China's official media regulator said on Thursday it was paying "close attention" to the case of an investigative journalist for a newspaper in Guangdong province's Guangzhou city, who was detained by police from another city last week after writing articles about a major state-backed engineering company.
"The General Association of Press and Publishing (GAPP) resolutely supports the news media conducting normal interviewing and reporting activities and resolutely protects journalists' normal and legal rights to interview," the association's own China Press and Publishing Journal cited a GAPP official as saying.
"At the same time, it resolutely opposes any abuse of the right to conduct interviews."
The article said the association was paying "close attention" to the detention of Chen Yongzhou by Changsha police last week, after he published around 15 stories criticizing the financial reporting and business practices of Zoomlion Heavy Industry Science and Technology, a state-owned construction equipment maker and one of Changsha's biggest corporate taxpayers.
Chen's newspaper, the Guangzhou-based New Express, reacted with an unusually daring front-page splash headline which read "Please free him," on Wednesday, followed by a second headline on Thursday which read "Again, please free him."
While all Chinese newspapers are tightly controlled by the propaganda department of the ruling Chinese Communist Party, some continue to push the limits set down for them, in particular through investigative reporting of alleged corruption.
Chen's arrest, which came amid growing curbs on freedom of expression and a crackdown on online "rumors," has sparked public outrage, particularly among Chinese netizens, which the GAPP official said had been "noted."
His reports accused Zoomlion of engaging in sales fraud, exaggerating its profits and using public relations to defame its competitors.
The company has strongly denied the reports, and told Reuters on Wednesday it had complained about them to the Changsha police, who then detained the journalist on charges of "defaming a business."
Media directive
Meanwhile, the All China Journalists Association, which is controlled by the Communist Party in Beijing, told state media that it had asked the ministry of public security, which controls the police, to "guarantee Chen's safety and handle the matter fairly."
An employee who answered the phone in the New Express newsroom on Thursday declined to comment on Chen's case, referring inquiries to the paper's official account on the Twitter-like service Sina Weibo.
"We aren't giving interviews for the time being," the employee said. "Any new information will be released on our Weibo account."
And an employee who answered the phone at the Changsha municipal police department declined to comment, saying he was unfamiliar with the situation.
Repeated calls to Zoomlion's offices in Changsha went unanswered during office hours on Thursday.
However, the authorities in Beijing also appeared keen to damp down public reaction to Chen's detention.
The Party's Central Propaganda Department issued a directive banning news organizations from covering Chen's detention, or the New Express' front page headline calling for his release.
"All websites are asked to remove ... articles and commentary [regarding] the detention of New Express reporter Chen Yongzhou [and] the News Express' front page story," the department said in a directive dated Oct. 23 and published by the China Digital Times (CDT), which monitors censorship instructions to Chinese media.
Many Chinese-language media outlets had carried stories about the incident on Tuesday and Wednesday with no obvious sign of official censorship.
Petition
Chen's detention sparked an open petition begun by a group of rights lawyers across the country calling for his release, lawyer Tang Jitian said.
"Public supervision of press freedom is an absolute requirement if we are to move towards a civilized society," Tang said.
"This journalist didn't break the law, and was carrying out his profession in an honest manner, according to his professional conscience."
Meanwhile, Chen Hongguo, assistant professor at the Northwestern University of Politics and Law, said the Changsha police had overstepped their powers in detaining Chen.
"This is a terrible business that sets a very bad precedent," he said. "The journalist was just doing his job in writing these reports."
"If you use state power to deal with what is essentially a civil dispute ... this is very dangerous," he said.
Reported by Grace Kei Lai-see for RFA's Cantonese Service, and by Qiao Long for the Mandarin Service. Translated and written in English by Luisetta Mudie.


Exactly as they stand, give the records below again, with no images.

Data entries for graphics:
================

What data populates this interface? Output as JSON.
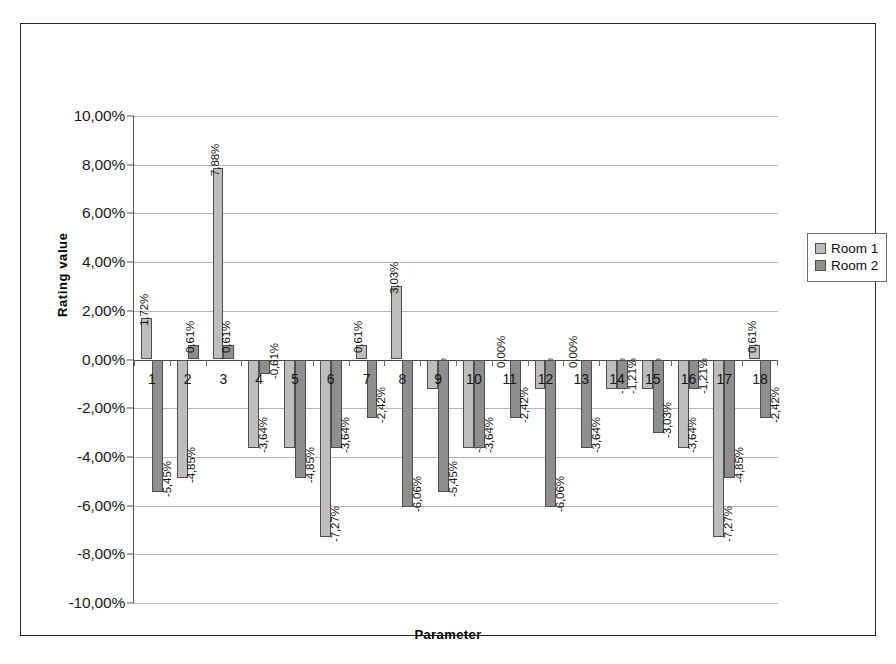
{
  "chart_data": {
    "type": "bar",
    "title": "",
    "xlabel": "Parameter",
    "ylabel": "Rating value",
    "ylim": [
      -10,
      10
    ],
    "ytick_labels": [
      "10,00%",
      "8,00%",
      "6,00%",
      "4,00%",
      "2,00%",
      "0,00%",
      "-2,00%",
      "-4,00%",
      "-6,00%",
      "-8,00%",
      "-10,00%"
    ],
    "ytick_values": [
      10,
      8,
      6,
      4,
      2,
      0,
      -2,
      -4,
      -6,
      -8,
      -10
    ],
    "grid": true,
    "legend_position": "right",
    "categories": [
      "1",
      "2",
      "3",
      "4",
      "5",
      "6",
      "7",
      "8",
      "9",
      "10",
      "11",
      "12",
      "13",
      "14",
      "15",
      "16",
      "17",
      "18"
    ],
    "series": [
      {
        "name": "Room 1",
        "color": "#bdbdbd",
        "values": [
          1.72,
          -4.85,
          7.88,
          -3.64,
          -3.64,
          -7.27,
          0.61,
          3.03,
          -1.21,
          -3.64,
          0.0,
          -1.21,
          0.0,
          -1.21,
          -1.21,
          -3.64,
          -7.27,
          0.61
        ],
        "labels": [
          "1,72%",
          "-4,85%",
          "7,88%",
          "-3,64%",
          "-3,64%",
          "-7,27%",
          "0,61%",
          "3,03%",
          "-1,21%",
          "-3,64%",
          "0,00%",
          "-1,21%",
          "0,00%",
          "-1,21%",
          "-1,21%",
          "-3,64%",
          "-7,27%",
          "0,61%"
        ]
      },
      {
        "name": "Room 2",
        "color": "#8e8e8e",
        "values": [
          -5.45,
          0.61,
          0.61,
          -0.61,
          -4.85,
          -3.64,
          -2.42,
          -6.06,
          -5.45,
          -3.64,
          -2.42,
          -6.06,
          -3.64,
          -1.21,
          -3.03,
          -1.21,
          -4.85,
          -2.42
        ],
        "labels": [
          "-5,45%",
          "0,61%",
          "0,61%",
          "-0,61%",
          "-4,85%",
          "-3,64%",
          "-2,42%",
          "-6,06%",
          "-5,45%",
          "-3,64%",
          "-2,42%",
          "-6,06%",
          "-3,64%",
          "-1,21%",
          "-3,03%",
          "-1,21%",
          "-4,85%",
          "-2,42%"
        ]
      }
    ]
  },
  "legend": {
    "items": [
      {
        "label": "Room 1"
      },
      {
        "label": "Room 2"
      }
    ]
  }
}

================

* **EXERCISE RESULT**:
What data populates this interface? Output as JSON.
{
  "chart_data": {
    "type": "bar",
    "title": "",
    "xlabel": "Parameter",
    "ylabel": "Rating value",
    "ylim": [
      -10,
      10
    ],
    "ytick_labels": [
      "10,00%",
      "8,00%",
      "6,00%",
      "4,00%",
      "2,00%",
      "0,00%",
      "-2,00%",
      "-4,00%",
      "-6,00%",
      "-8,00%",
      "-10,00%"
    ],
    "ytick_values": [
      10,
      8,
      6,
      4,
      2,
      0,
      -2,
      -4,
      -6,
      -8,
      -10
    ],
    "grid": true,
    "legend_position": "right",
    "categories": [
      "1",
      "2",
      "3",
      "4",
      "5",
      "6",
      "7",
      "8",
      "9",
      "10",
      "11",
      "12",
      "13",
      "14",
      "15",
      "16",
      "17",
      "18"
    ],
    "series": [
      {
        "name": "Room 1",
        "color": "#bdbdbd",
        "values": [
          1.72,
          -4.85,
          7.88,
          -3.64,
          -3.64,
          -7.27,
          0.61,
          3.03,
          -1.21,
          -3.64,
          0.0,
          -1.21,
          0.0,
          -1.21,
          -1.21,
          -3.64,
          -7.27,
          0.61
        ],
        "labels": [
          "1,72%",
          "-4,85%",
          "7,88%",
          "-3,64%",
          "-3,64%",
          "-7,27%",
          "0,61%",
          "3,03%",
          "-1,21%",
          "-3,64%",
          "0,00%",
          "-1,21%",
          "0,00%",
          "-1,21%",
          "-1,21%",
          "-3,64%",
          "-7,27%",
          "0,61%"
        ]
      },
      {
        "name": "Room 2",
        "color": "#8e8e8e",
        "values": [
          -5.45,
          0.61,
          0.61,
          -0.61,
          -4.85,
          -3.64,
          -2.42,
          -6.06,
          -5.45,
          -3.64,
          -2.42,
          -6.06,
          -3.64,
          -1.21,
          -3.03,
          -1.21,
          -4.85,
          -2.42
        ],
        "labels": [
          "-5,45%",
          "0,61%",
          "0,61%",
          "-0,61%",
          "-4,85%",
          "-3,64%",
          "-2,42%",
          "-6,06%",
          "-5,45%",
          "-3,64%",
          "-2,42%",
          "-6,06%",
          "-3,64%",
          "-1,21%",
          "-3,03%",
          "-1,21%",
          "-4,85%",
          "-2,42%"
        ]
      }
    ]
  },
  "legend": {
    "items": [
      {
        "label": "Room 1"
      },
      {
        "label": "Room 2"
      }
    ]
  }
}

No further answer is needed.